What is expected » Copy each line below as written, but skip the pictures.

Supplied data »
━━━━━━━━━━━━━━━━

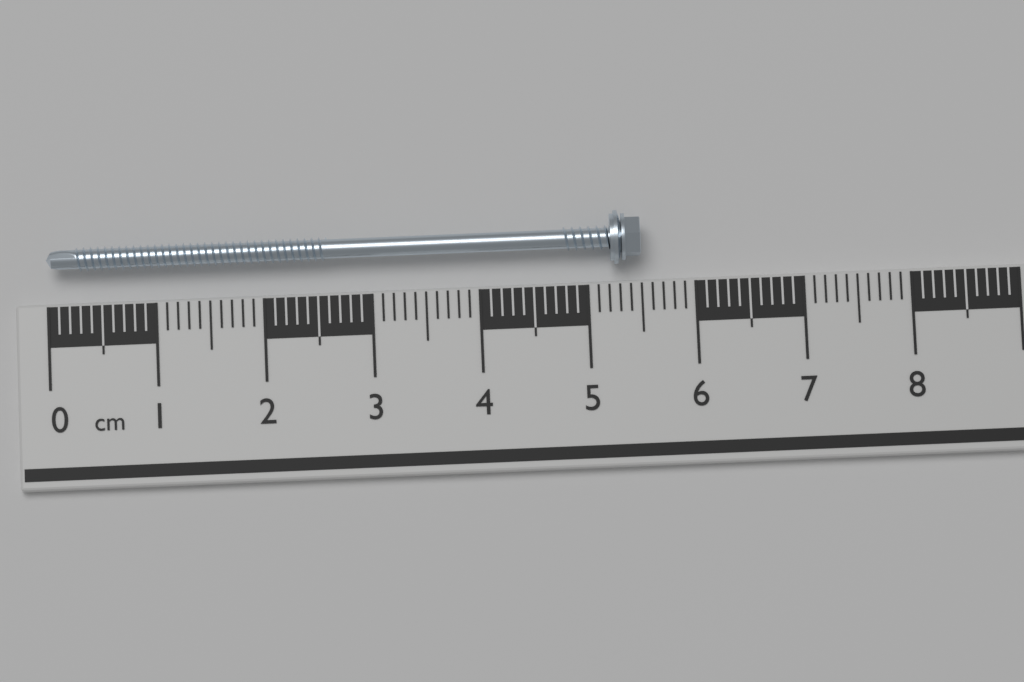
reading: 5.5 cm
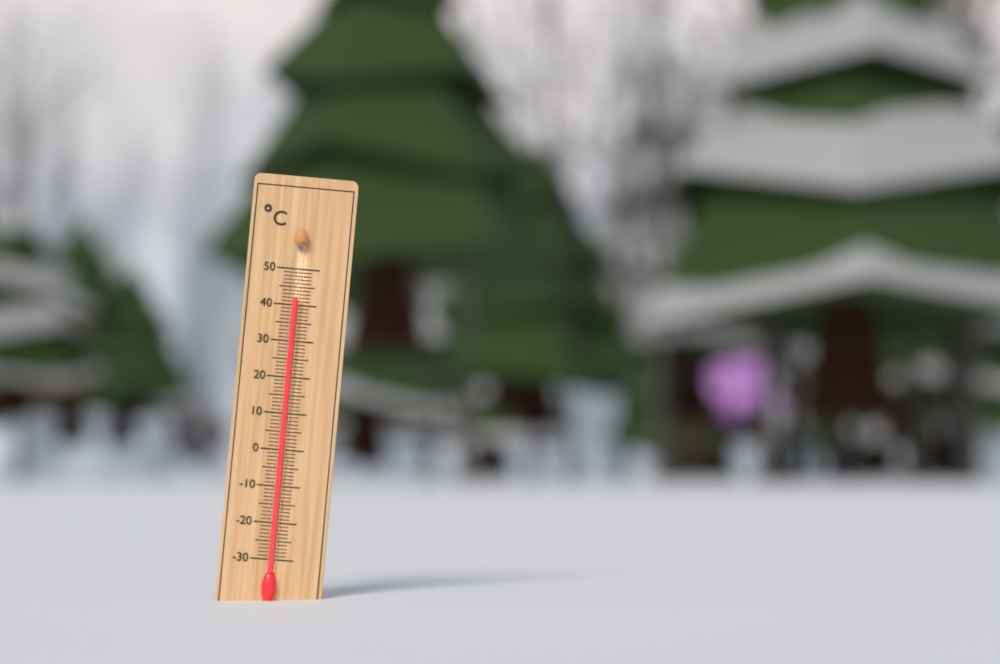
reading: 42 °C
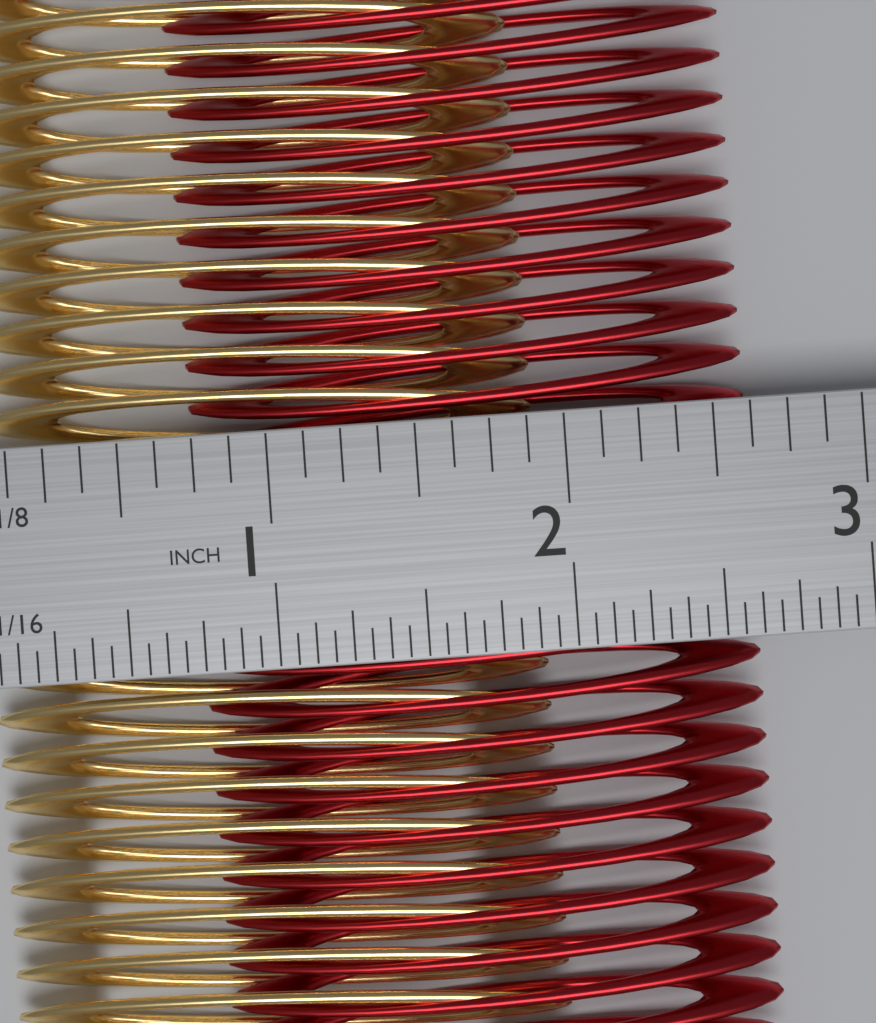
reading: 2.6250 in
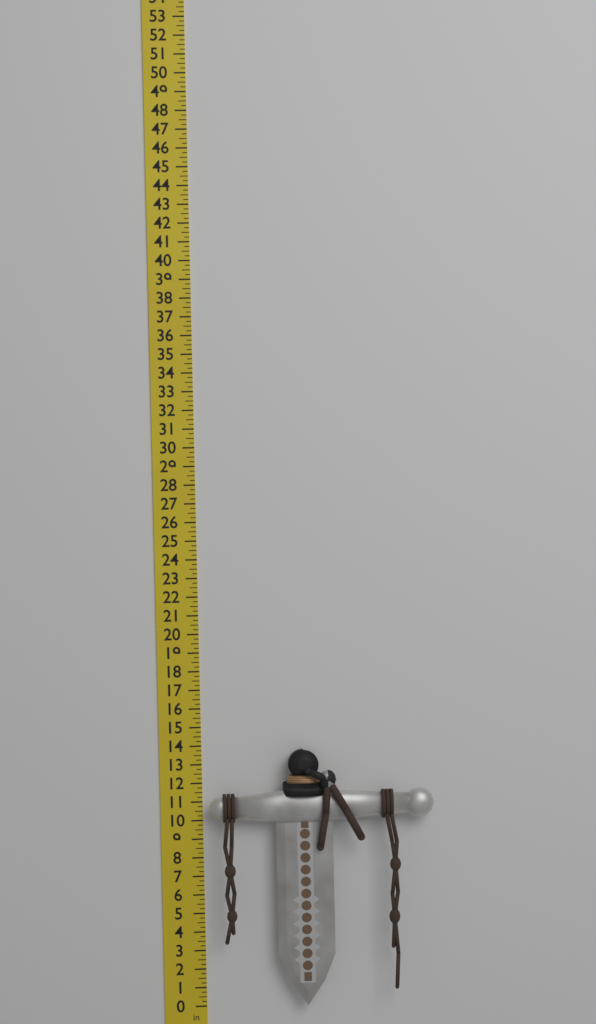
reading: 13.75 in
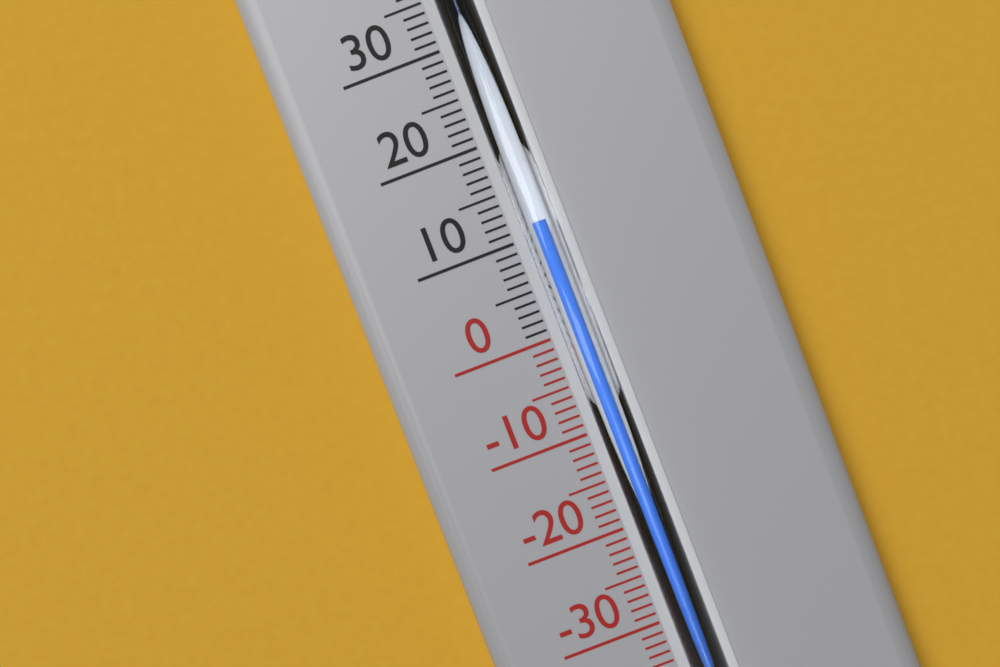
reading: 11 °C
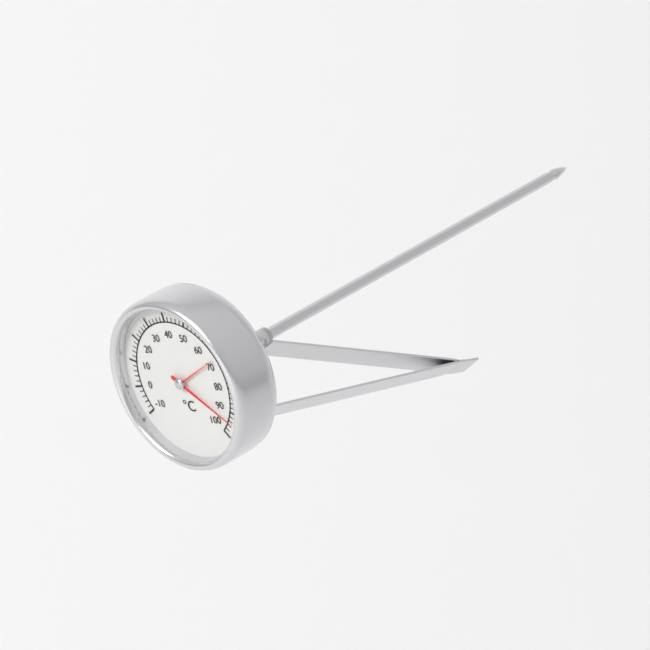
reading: 94 °C
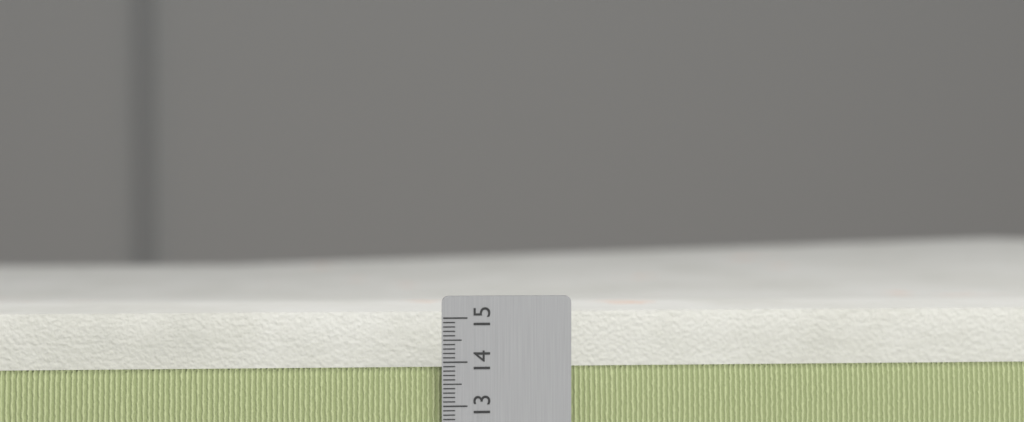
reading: 14.9 (no unit)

━━━━━━━━━━━━━━━━

Exercise response »
reading: 5.5 cm
reading: 42 °C
reading: 2.6250 in
reading: 13.75 in
reading: 11 °C
reading: 94 °C
reading: 14.9 (no unit)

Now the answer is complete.